Moving through the remainder of 2026, the Seattle CRE marketplace is securely aligned for a supply-driven stabilization across consecutive quarters.

  • Office Rebalancing: High corporate demand for newly built or premium hospitality-grade Class A office spaces will continue to support stable rent heights in suburban and Eastside hubs, while under-amenitized commodity structures across downtown look toward ongoing adaptive reuse or asset repositioning.
  • Industrial Equilibrium: While new speculative additions will limit immediate vacancy compression across the Kent Valley until late 2026, a collapsing ground-up construction pipeline down to a record-low 2.5 msf will steadily exhaust today's unleased oversupply.
  • Retail Stability: Highly constrained speculative ground-up shopping center starts coupled with durable workforce household formation and steady necessity-led demand will continue to look to preserve low storefront availability metrics, locking in strong landlord leverage heading into 2027.

Sources

[1] Cushman & Wakefield: Seattle-Bellevue MarketBeat Office, Industrial & Multifamily Snapshot Series - Q1 2026

[2] Flinn Ferguson: Seattle Office Market Reports & King County Assessor Valuation Updates

[3] Savills: Seattle/Puget Sound Q1 2026 Office Market Report

[4] WareCRE: Seattle Industrial & Warehouse Market Report | Q1 2026

[5] Savills US: Seattle/Puget Sound Q1 2026 Industrial Market Report

[6] Kidder Mathews: Seattle Retail Market Report | Q1 2026

[7] CBRE: Puget Sound Retail Figures Q1 2026 Report

[8] TenantBase Proprietary Market Data (Dashboard Export: SEO Market Reports seat, July 1, 2026)

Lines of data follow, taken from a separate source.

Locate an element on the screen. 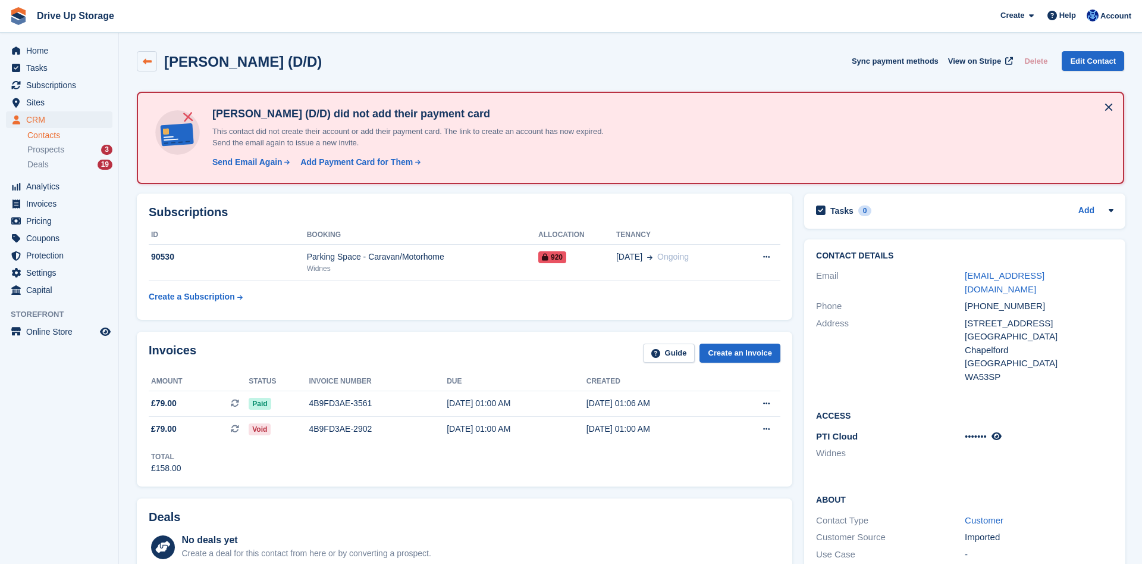  div: 19 is located at coordinates (105, 164).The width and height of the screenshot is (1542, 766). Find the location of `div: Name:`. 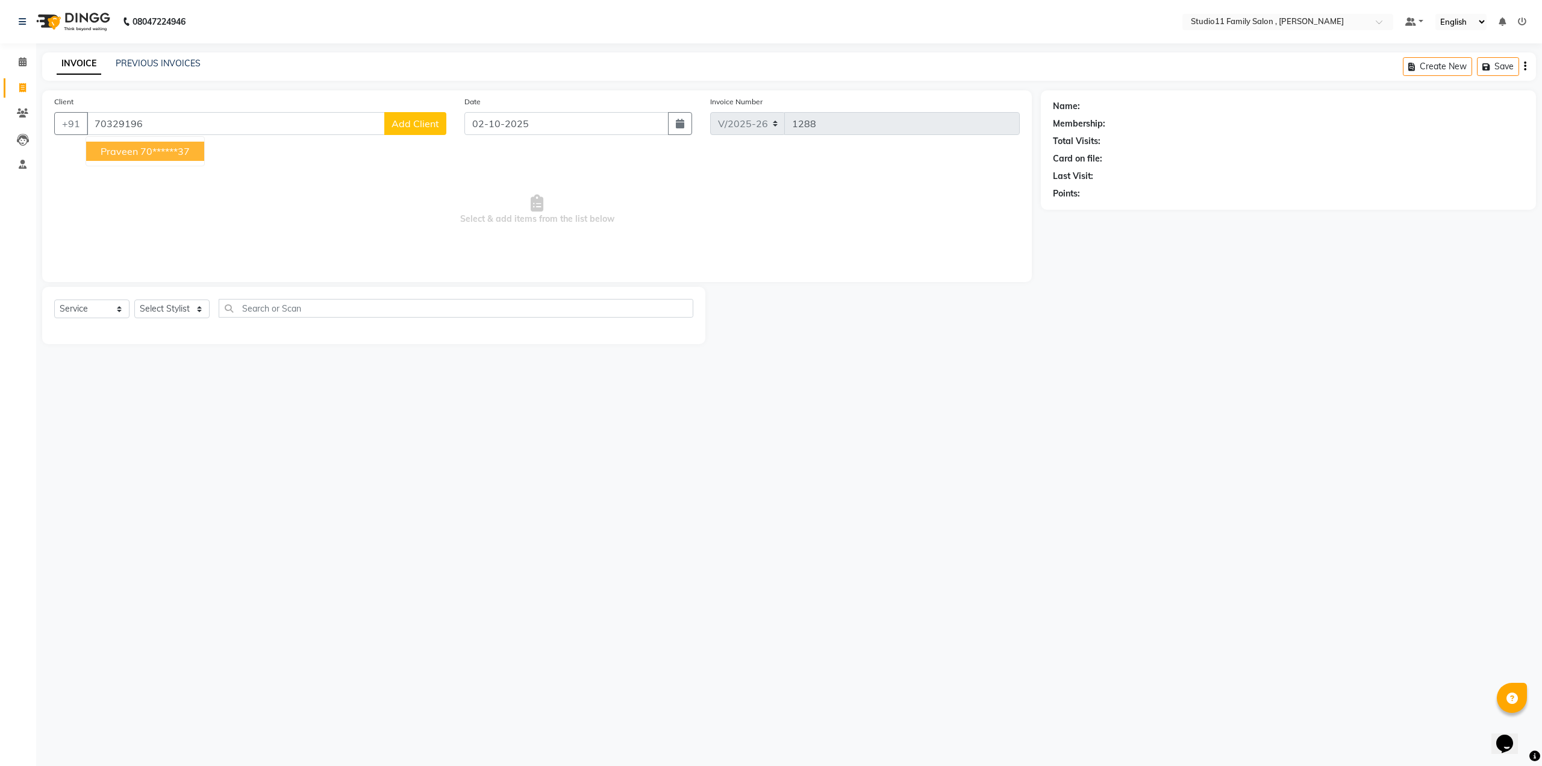

div: Name: is located at coordinates (1066, 106). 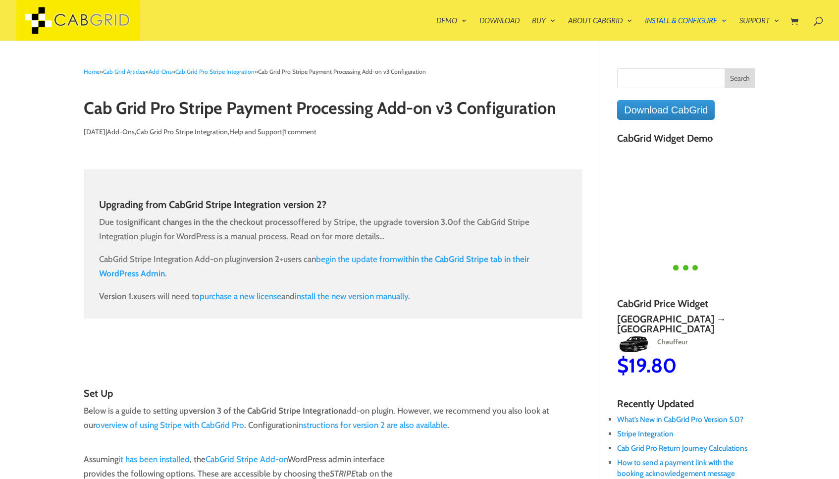 What do you see at coordinates (333, 207) in the screenshot?
I see `h3: Upgrading from CabGrid Stripe Integration version 2?` at bounding box center [333, 207].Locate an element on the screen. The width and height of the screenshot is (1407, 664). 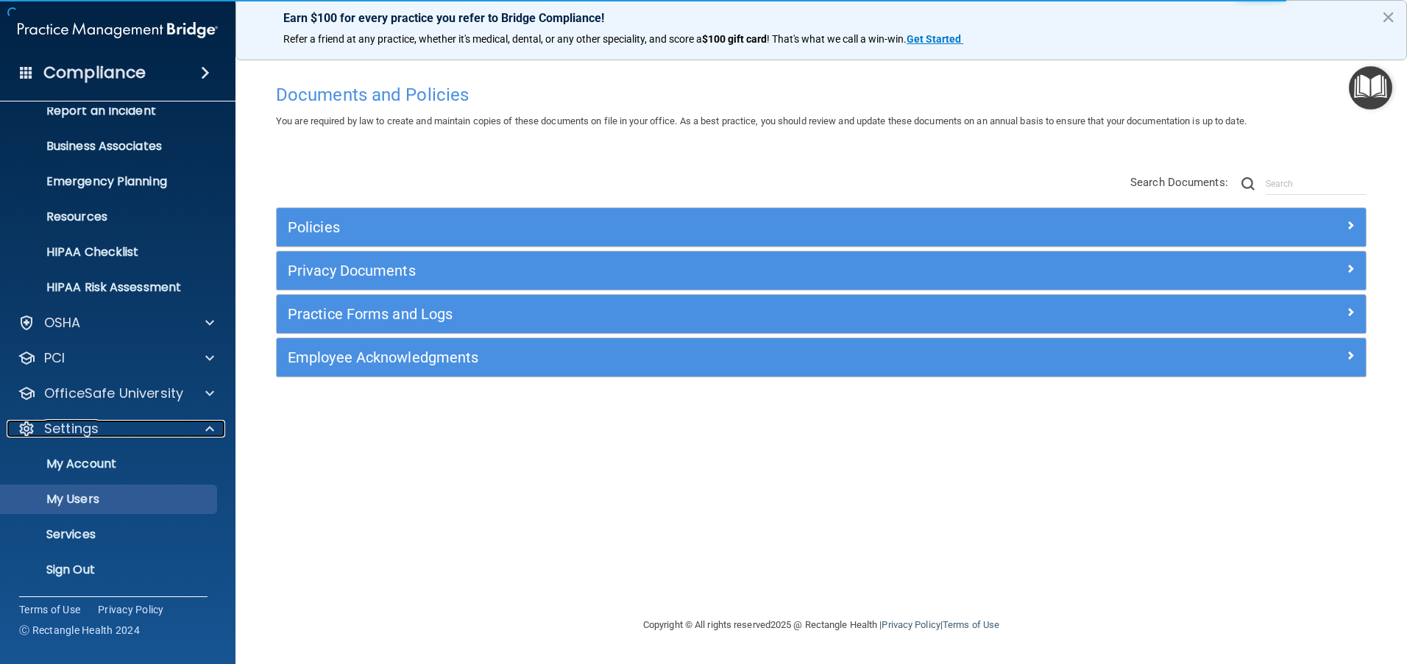
a: OfficeSafe University is located at coordinates (116, 394).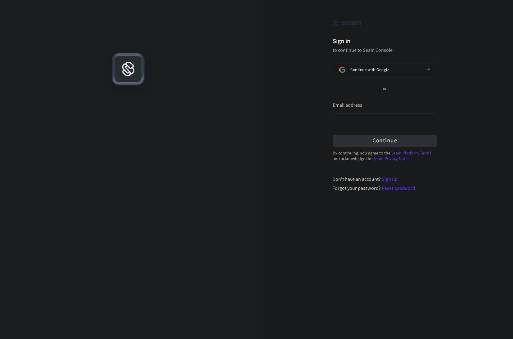 The width and height of the screenshot is (513, 339). What do you see at coordinates (385, 70) in the screenshot?
I see `button: Sign in with GoogleContinue with Google` at bounding box center [385, 70].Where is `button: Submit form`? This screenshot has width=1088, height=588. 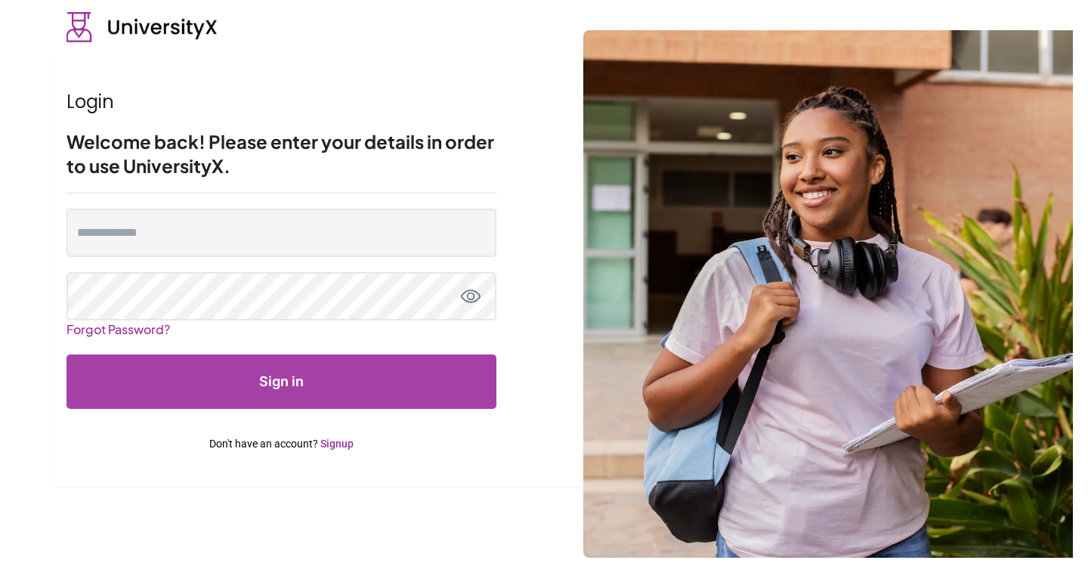 button: Submit form is located at coordinates (281, 381).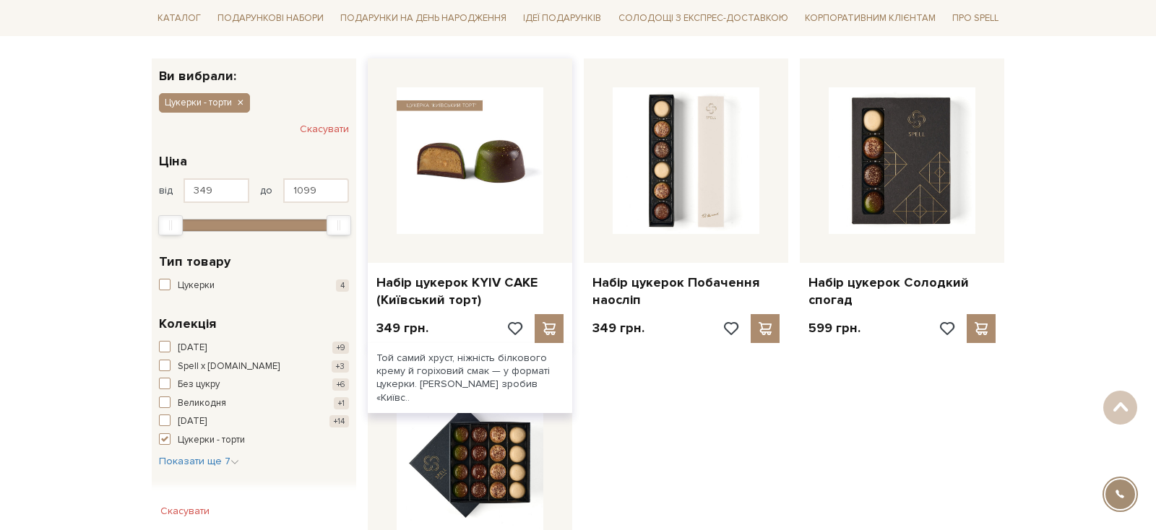 This screenshot has width=1156, height=530. I want to click on button: Показати ще 7, so click(199, 462).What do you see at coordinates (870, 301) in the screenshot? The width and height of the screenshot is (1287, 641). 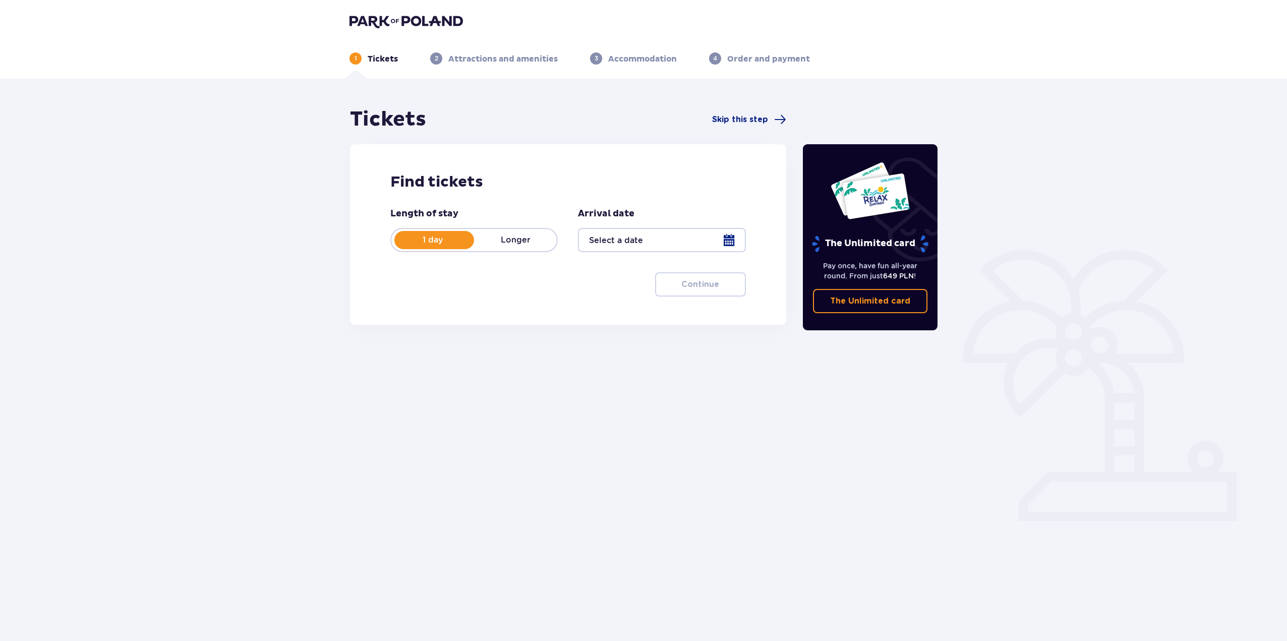 I see `a: The Unlimited card` at bounding box center [870, 301].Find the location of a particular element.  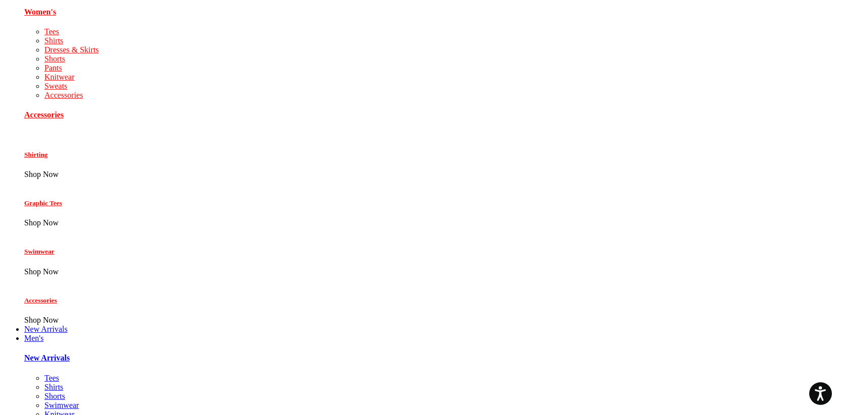

a: Women's is located at coordinates (40, 12).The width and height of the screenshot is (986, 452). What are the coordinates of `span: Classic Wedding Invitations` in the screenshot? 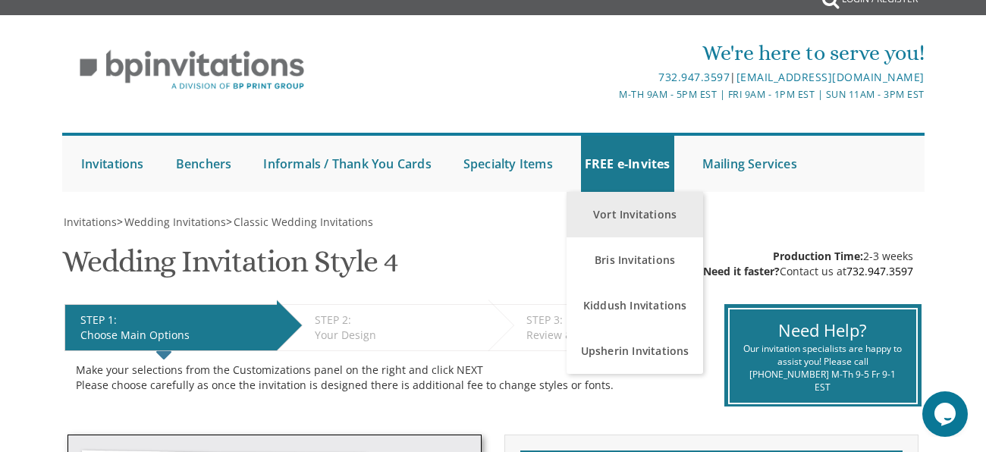 It's located at (303, 221).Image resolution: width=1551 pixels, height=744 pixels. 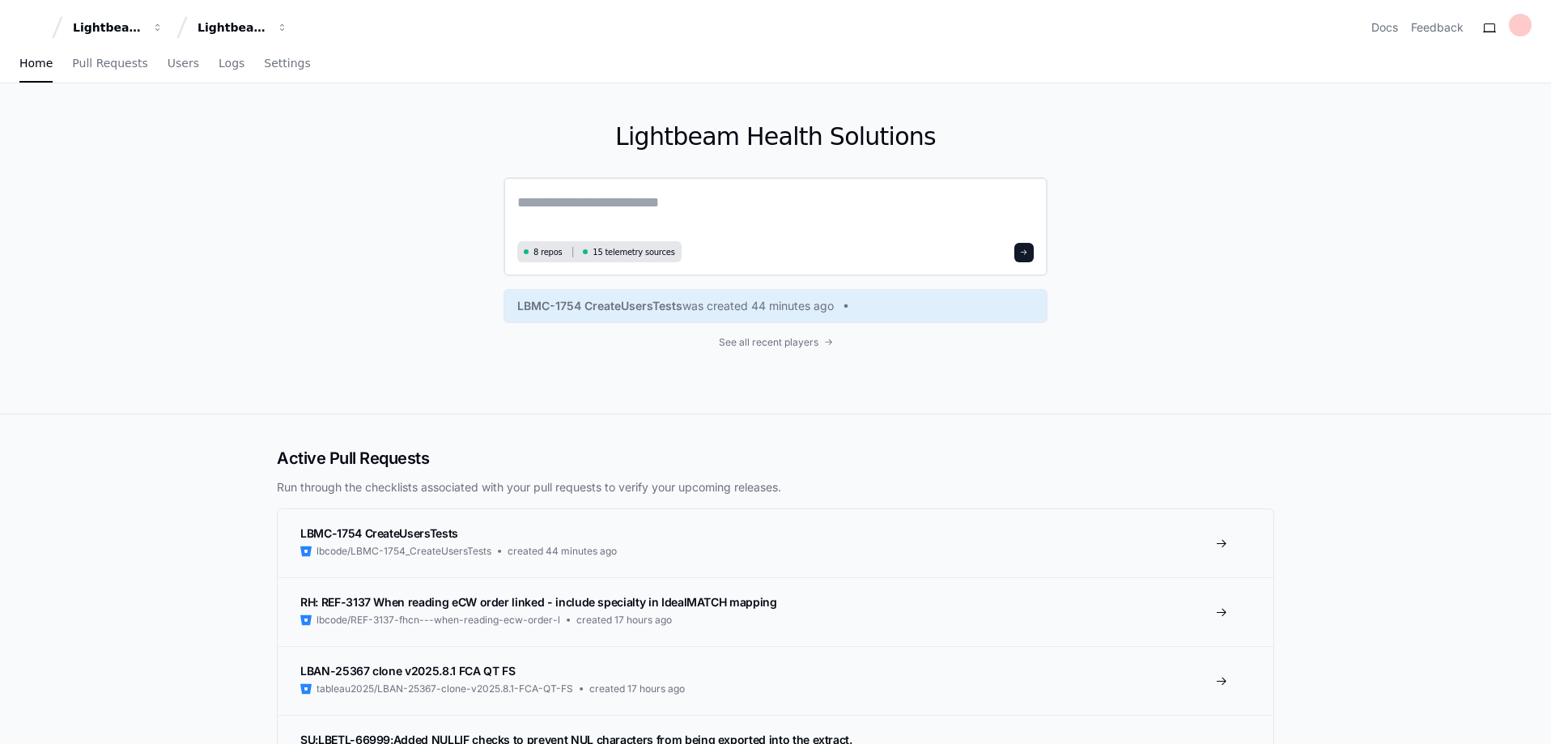 I want to click on a: Settings, so click(x=287, y=64).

Information in this report is aggregated from various third-party sources and synthesized using artificial intelligence and other research tools. While we believe these sources to be reliable, we cannot guarantee the absolute accuracy or completeness of the data. This report is intended for informational purposes to provide market insight and should be independently verified prior to any use in a real estate transaction or legal commitment.